October 7, 2010

Waiting for “Waiting for Superman”



A guest post by Joe Donovan, Donovan Group, LLC

In 2000, I was an aide to a U.S. Senator and played a very minor role drafting an important bill, the Reauthorization of the Elementary and Secondary Education Act. However, the bill I was working on went nowhere. A bipartisan group moved very quickly on another reauthorization bill, one with a catchier name: No Child Left Behind.

By the time the law was passed and signed, I was no longer working for that senator. Instead, I was working at our state’s Department of Education, where my work, along with that of my colleagues, would entail implementing NCLB.

I remember pouring through the text of the bill and being astonished by the new requirements that would be put on states and school districts as a result of it. I said to my wife, who does not work in education, “Everything will change as a result of this new law.”

My wife’s response was very interesting and I remember it as if it were yesterday. “’Everything is not going to change in education," she said. "Kids will still come to places called schools, learn from people called teachers and bring home backpacks filled with stuff called homework.”

My wife was right. To most people, schools did not fundamentally change as a result of NCLB, just as they did not fundamentally change as a result of other school reforms after the release of the watershed 1983 report on education, A Nation at Risk. In large part, education has not changed because people have not wanted it to change.

The reason for this is simple: the idea of what school “is” is so much a part of our culture that changing education is tantamount to changing people’s minds about what a school should be.

Now, here is the kicker… Those on the outside, like my wife, are okay with the fact that education has not changed fundamentally. The familiar is comforting. My wife knows the system, she knows what it means to be in fourth grade and she likes it when our kids are assigned to work with flashcards because that's what she did when she was a child.

Education leaders, those whose life’s mission is to innovate the system, see caring parents like my wife as maddening because they are not pushing for innovation. My wife and those like her are not against innovation or continuous improvement. However, “school reform,” in their minds, means tinkering around the edges of a system that already works.
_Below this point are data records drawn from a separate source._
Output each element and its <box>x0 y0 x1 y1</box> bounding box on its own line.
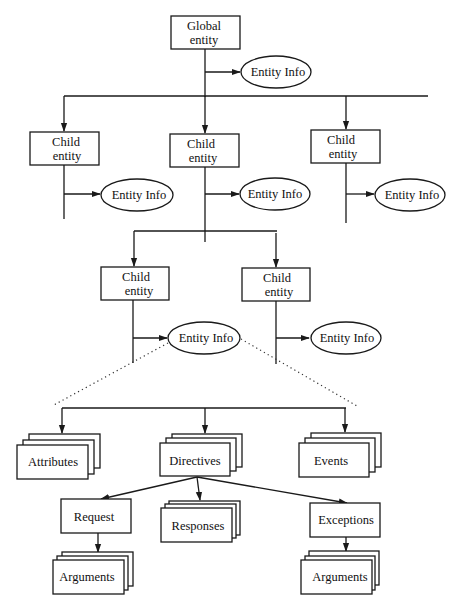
entity-hierarchy-diagram: Global entity Entity Info Child entity E… <box>0 0 463 612</box>
child-entity-label-line1: Child <box>122 270 151 284</box>
child-entity-label-line2: entity <box>265 285 294 299</box>
attributes-label: Attributes <box>28 455 78 469</box>
child-entity-l2-right: Child entity <box>242 268 310 301</box>
exceptions-label: Exceptions <box>318 513 374 527</box>
directives-to-exceptions-arrow <box>197 477 347 503</box>
child-entity-label-line1: Child <box>187 137 216 151</box>
child-entity-l1-left: Child entity <box>30 132 99 165</box>
entity-info-label: Entity Info <box>385 188 440 202</box>
request-label: Request <box>74 510 115 524</box>
child-entity-label-line1: Child <box>52 135 81 149</box>
child-entity-label-line2: entity <box>189 151 218 165</box>
child-entity-l1-middle: Child entity <box>170 134 239 167</box>
child-entity-label-line2: entity <box>125 284 154 298</box>
request-node: Request <box>61 499 131 533</box>
global-entity-info: Entity Info <box>241 56 311 88</box>
directives-stack: Directives <box>160 434 242 476</box>
expansion-dotted-left <box>52 343 168 406</box>
directives-to-responses-arrow <box>197 477 200 500</box>
global-entity-label-line1: Global <box>187 19 222 33</box>
request-arguments-stack: Arguments <box>53 552 133 594</box>
events-stack: Events <box>299 433 381 477</box>
child-entity-label-line2: entity <box>329 147 358 161</box>
attributes-stack: Attributes <box>17 434 100 479</box>
child-l2-right-entity-info: Entity Info <box>311 322 381 354</box>
entity-info-label: Entity Info <box>112 188 167 202</box>
exceptions-node: Exceptions <box>310 503 380 537</box>
child-l1-middle-entity-info: Entity Info <box>240 178 310 210</box>
child-entity-l2-left: Child entity <box>101 267 169 300</box>
entity-info-label: Entity Info <box>320 331 375 345</box>
child-l2-left-entity-info: Entity Info <box>168 322 240 354</box>
request-arguments-label: Arguments <box>59 570 114 584</box>
directives-label: Directives <box>169 454 221 468</box>
responses-stack: Responses <box>161 501 240 542</box>
exception-arguments-stack: Arguments <box>301 551 379 594</box>
global-entity-node: Global entity <box>171 16 240 49</box>
child-entity-label-line1: Child <box>263 271 292 285</box>
child-entity-label-line1: Child <box>327 133 356 147</box>
entity-info-label: Entity Info <box>179 331 234 345</box>
responses-label: Responses <box>172 519 225 533</box>
global-entity-info-label: Entity Info <box>251 65 306 79</box>
child-l1-right-entity-info: Entity Info <box>375 179 445 211</box>
exception-arguments-label: Arguments <box>312 570 367 584</box>
global-entity-label-line2: entity <box>190 33 219 47</box>
events-label: Events <box>314 454 348 468</box>
child-entity-l1-right: Child entity <box>311 130 380 163</box>
entity-info-label: Entity Info <box>248 187 303 201</box>
child-l1-left-entity-info: Entity Info <box>101 179 173 211</box>
directives-to-request-arrow <box>101 477 197 499</box>
child-entity-label-line2: entity <box>53 149 82 163</box>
The idea that “schools work” is central to how most people make sense of the US education system. We can see in our research that most people like their kids’ schools. Even people who do not have a strong connection to the schools in their community because they do not have school-aged children believe that their schools are generally doing a pretty good job.
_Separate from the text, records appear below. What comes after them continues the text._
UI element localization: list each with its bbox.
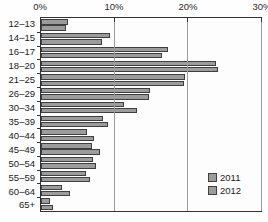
y-axis-tick bbox=[37, 73, 41, 74]
bar-2011 bbox=[41, 61, 216, 66]
bar-2012 bbox=[41, 25, 66, 30]
y-axis-tick bbox=[37, 170, 41, 171]
y-axis-tick bbox=[37, 59, 41, 60]
bar-2011 bbox=[41, 102, 124, 107]
bar-group bbox=[41, 18, 262, 32]
bar-group bbox=[41, 128, 262, 142]
y-axis-tick bbox=[37, 101, 41, 102]
bar-2011 bbox=[41, 157, 93, 162]
y-category-label: 55–59 bbox=[0, 170, 37, 184]
x-axis-tick-labels: 0%10%20%30% bbox=[40, 1, 262, 14]
x-axis-tick bbox=[187, 18, 188, 22]
bar-2011 bbox=[41, 143, 92, 148]
bar-2012 bbox=[41, 53, 162, 58]
bar-group bbox=[41, 156, 262, 170]
bar-2012 bbox=[41, 94, 149, 99]
y-category-label: 18–20 bbox=[0, 59, 37, 73]
legend-label-2011: 2011 bbox=[220, 172, 240, 183]
x-tick-label: 0% bbox=[33, 1, 47, 12]
bar-2012 bbox=[41, 122, 108, 127]
y-category-label: 12–13 bbox=[0, 17, 37, 31]
gridline bbox=[187, 18, 188, 211]
legend-entry-2012: 2012 bbox=[208, 184, 241, 196]
bar-2011 bbox=[41, 185, 62, 190]
y-category-label: 30–34 bbox=[0, 101, 37, 115]
y-category-label: 65+ bbox=[0, 198, 37, 212]
age-distribution-bar-chart: 0%10%20%30% 12–1314–1516–1718–2021–2526–… bbox=[0, 0, 268, 222]
bar-group bbox=[41, 59, 262, 73]
y-category-label: 60–64 bbox=[0, 184, 37, 198]
y-category-label: 26–29 bbox=[0, 87, 37, 101]
y-axis-tick bbox=[37, 87, 41, 88]
bar-group bbox=[41, 87, 262, 101]
bar-2012 bbox=[41, 39, 102, 44]
legend-entry-2011: 2011 bbox=[208, 171, 241, 183]
legend-swatch-2011 bbox=[208, 173, 217, 182]
x-tick-label: 20% bbox=[178, 1, 197, 12]
bar-2011 bbox=[41, 19, 68, 24]
y-category-label: 21–25 bbox=[0, 73, 37, 87]
bar-group bbox=[41, 142, 262, 156]
bar-2012 bbox=[41, 136, 94, 141]
bar-2012 bbox=[41, 163, 96, 168]
bar-group bbox=[41, 32, 262, 46]
y-axis-category-labels: 12–1314–1516–1718–2021–2526–2930–3435–39… bbox=[0, 17, 37, 212]
y-axis-tick bbox=[37, 115, 41, 116]
y-axis-tick bbox=[37, 32, 41, 33]
bar-2011 bbox=[41, 47, 168, 52]
bar-group bbox=[41, 101, 262, 115]
bar-2011 bbox=[41, 171, 86, 176]
bar-group bbox=[41, 73, 262, 87]
y-axis-tick bbox=[37, 156, 41, 157]
bar-2012 bbox=[41, 177, 90, 182]
bar-2011 bbox=[41, 129, 87, 134]
bar-2011 bbox=[41, 33, 110, 38]
bar-2012 bbox=[41, 191, 70, 196]
y-category-label: 40–44 bbox=[0, 128, 37, 142]
bar-2012 bbox=[41, 205, 53, 210]
y-axis-tick bbox=[37, 197, 41, 198]
bar-group bbox=[41, 197, 262, 211]
y-category-label: 16–17 bbox=[0, 45, 37, 59]
y-category-label: 35–39 bbox=[0, 114, 37, 128]
bar-2011 bbox=[41, 116, 103, 121]
bar-2012 bbox=[41, 81, 184, 86]
x-axis-tick bbox=[261, 18, 262, 22]
legend-swatch-2012 bbox=[208, 186, 217, 195]
x-axis-tick bbox=[114, 18, 115, 22]
bar-2011 bbox=[41, 198, 50, 203]
bar-group bbox=[41, 114, 262, 128]
y-axis-tick bbox=[37, 128, 41, 129]
gridline bbox=[261, 18, 262, 211]
legend: 2011 2012 bbox=[208, 171, 241, 197]
x-tick-label: 30% bbox=[252, 1, 268, 12]
y-axis-tick bbox=[37, 142, 41, 143]
y-axis-tick bbox=[37, 183, 41, 184]
y-category-label: 45–49 bbox=[0, 142, 37, 156]
gridline bbox=[114, 18, 115, 211]
x-tick-label: 10% bbox=[104, 1, 123, 12]
bar-group bbox=[41, 46, 262, 60]
legend-label-2012: 2012 bbox=[220, 185, 241, 196]
bar-2012 bbox=[41, 149, 100, 154]
bar-2012 bbox=[41, 67, 218, 72]
bar-2011 bbox=[41, 88, 150, 93]
bar-2012 bbox=[41, 108, 137, 113]
y-category-label: 50–54 bbox=[0, 156, 37, 170]
y-category-label: 14–15 bbox=[0, 31, 37, 45]
y-axis-tick bbox=[37, 46, 41, 47]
However, my wife’s perceptions, and the perceptions of parents and community members around the country, are likely about to change.

“Waiting for Superman,” the new film from director and producer Davis Guggenheim, is a powerful one that will shake the public’s perceptions about America’s public schools. As with any good film, it presents some people as villains, others as saints and mostly points to ways in which the system should and could be fixed if only we, as educational leaders, were paying close enough attention to the problems.

The challenge for educators is to not be caught flatfooted. The ideas presented in the film are not new; they are things that education leaders have been working on for years. With this in mind, we in education should see the film as a blessing, one that will create new advocates for our efforts and a public that embraces change.

As educators, we must work to focus the public on efforts underway to improve the system and get people to understand that we need them to become engaged and stay engaged.

The most important thing we need to do is to ensure that we do not lose the faith of the public. Nothing will do that more quickly than speaking of these issues as if they are only theoretical or far off. The film will create a level of urgency with which we are not familiar in education, and we need to be ready to speak of the issues that we have been wrestling with for years. Most importantly, we must do so with the same passion as the scores of the newly converted, including, by the way, my wife.